Lying in surveys
Last night one of my online friends told me his funny aspie moment. These people called him asking if he like to do a survey and pay him for it so he gives them his name and address. Then they start the survey. They asked him "How often do you eat in the cafeteria?" and he says "rarely." He asks him the next question "How often do you eat from the vending machine?" and he says "rare." The guy gets frustrated and tells him to listen to the questions closely and pay attention so he asks him them again and he answers them again giving him the same answer. The guy says "You aren't the type of person to do the survey, good bye" and he hangs up. He told his mother about it and she told him he was supposed to lie by saying "often" so he can do the survey.
Okay did anyone else know about this? Do NTs figure this out on their own that they are supposed to lie? Do they want you to lie in their surveys?
What I don't get is why can't you move on further in the survey if you answer "rarely?"
i used to do market research. it was a very dull job. (over 15 years on, i can still remember the introduction we had to say).
the questioner was asking the questions beacuse he was trying to get info about eating habits- the survey will have been paid for be-eg- snickers or macdonalds. they only want people who eat those type of foods; when they find one, the survey progresses to satisfaction with it, value for money or whatever, questions.
so his mother was right and wrong- you get to progress through the survey by answering certain questions with a 'yes'- but you dont need to lie. they really do want to get 'valid data'.
people work out that its a long survey if they start answering 'yes' at the start, or short if they 'no' a lot.
you can make it longer or shorter by giving whatever answers you think are required for what you want. lots of people 'no' to get out of it.
its not really aspie or otherwise, its more just experiance a couple of times- then you realise the way it works. maybe its aspie not to have guessed all the way down the line to imagine an outcome, and to be so honest, and then startled by the outcome.
my deductive reasoning is pretty poor, so im not sure.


▶ **Your goal**
Reproduce the entries that follow precisely, setting aside any images.

▶ **Dataset extract**
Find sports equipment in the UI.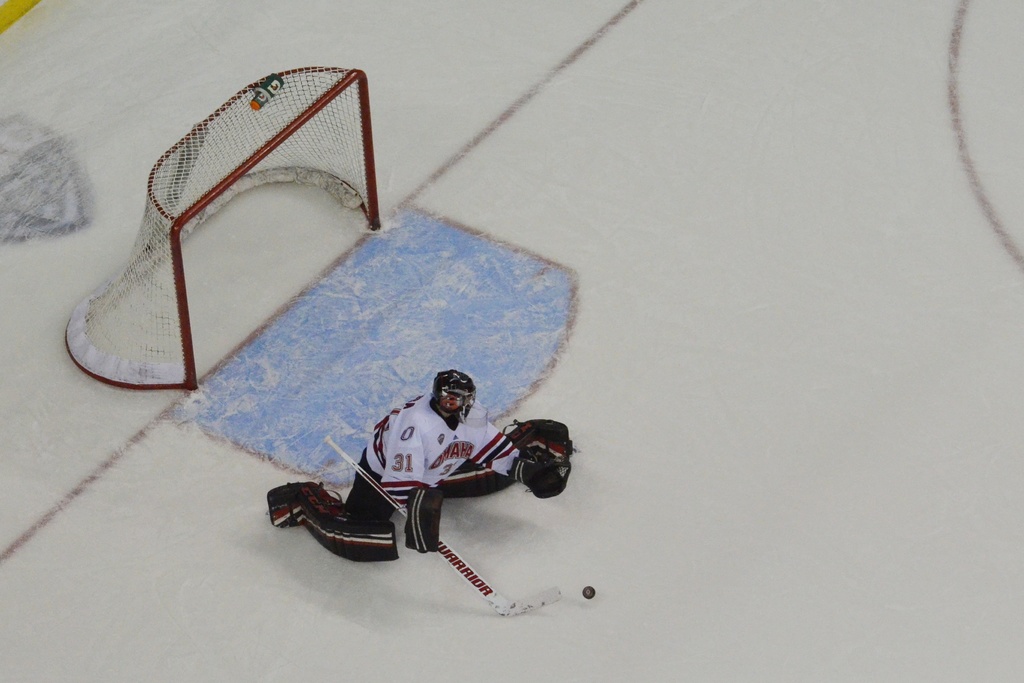
UI element at pyautogui.locateOnScreen(268, 481, 393, 566).
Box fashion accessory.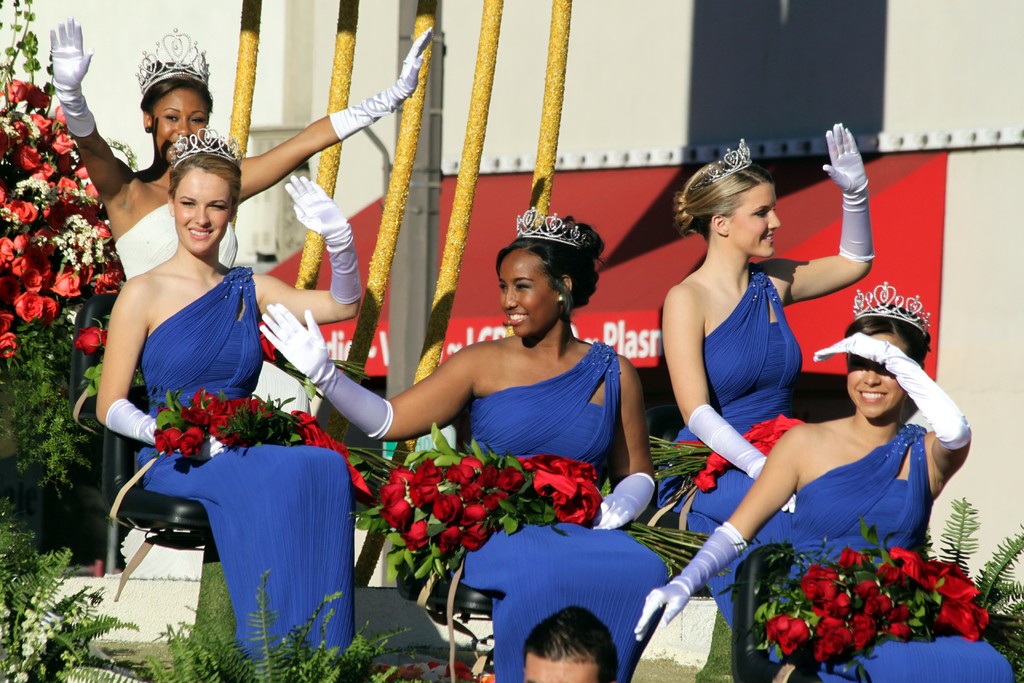
box(556, 290, 566, 306).
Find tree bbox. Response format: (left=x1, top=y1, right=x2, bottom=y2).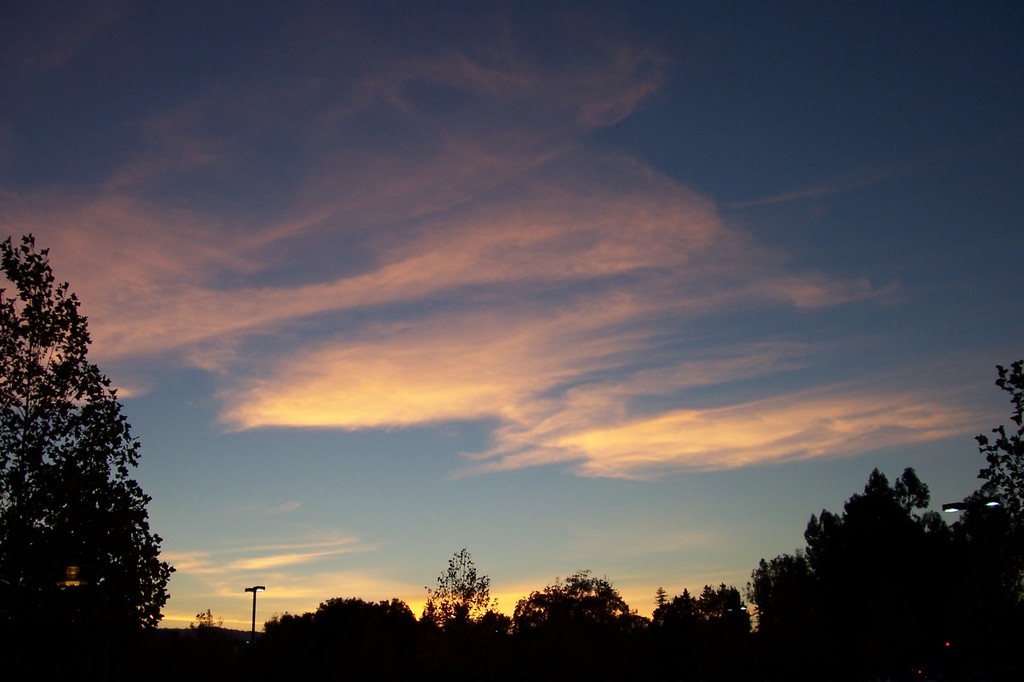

▶ **Answer box**
Find sports equipment in the UI.
UI element at pyautogui.locateOnScreen(268, 481, 393, 566).
Box fashion accessory.
box(556, 290, 566, 306).
Find tree bbox. Response format: (left=x1, top=y1, right=x2, bottom=y2).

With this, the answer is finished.